PubMed Abstract | CrossRef Full Text | Google Scholar

Wilopo, B. A., Hunter, E. S., Richardson, M. D., Denning, D. W. (2020). Optimising the Cut-Off of the Bordier Aspergillus IgG ELISA for the Diagnosis of Chronic Pulmonary Aspergillosis. J. Microbiol. Methods 176, 106021. doi: 10.1016/j.mimet.2020.106021

PubMed Abstract | CrossRef Full Text | Google Scholar

World Health Organization. (2020).

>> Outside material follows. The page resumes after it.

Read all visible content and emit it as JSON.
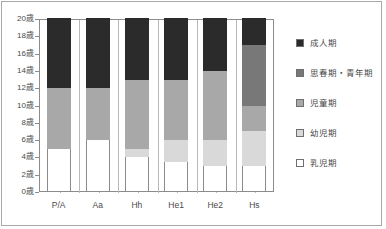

Global Tuberculosis Report 2020 (Geneva: World Health Organization).

Google Scholar

Keywords: Aspergillus IgG, tuberculosis, quality of life, LMICs, Nigeria, chronic pulmonary aspergillosis

Citation: Oladele RO, Gbajabimiala T, Irurhe N, Skevington SM and Denning DW (2022) Prospective Evaluation of Positivity Rates of Aspergillus-Specific IgG and Quality of Life in HIV-Negative Tuberculosis Patients in Lagos, Nigeria. Front. Cell. Infect. Microbiol. 12:790134. doi: 10.3389/fcimb.2022.790134

Received: 06 October 2021; Accepted: 10 January 2022;
Published: 03 February 2022.

Edited by:

Mohammad T. Hedayati, Mazandaran University of Medical Sciences, Iran

Reviewed by:

Felix Bongomin, Gulu University, Uganda
Ritesh Agarwal, Post Graduate Institute of Medical Education and Research (PGIMER), India

Copyright © 2022 Oladele, Gbajabimiala, Irurhe, Skevington and Denning. This is an open-access article distributed under the terms of the Creative Commons Attribution License (CC BY). The use, distribution or reproduction in other forums is permitted, provided the original author(s) and the copyright owner(s) are credited and that the original publication in this journal is cited, in accordance with accepted academic practice. No use, distribution or reproduction is permitted which does not comply with these terms.

*Correspondence: Rita O. Oladele, cm9sYWRlbGVAdW5pbGFnLmVkdS5uZw==

Disclaimer: All claims expressed in this article are solely those of the authors and do not necessarily represent those of their affiliated organizations, or those of the publisher, the editors and the reviewers. Any product that may be evaluated in this article or claim that may be made by its manufacturer is not guaranteed or endorsed by the publisher.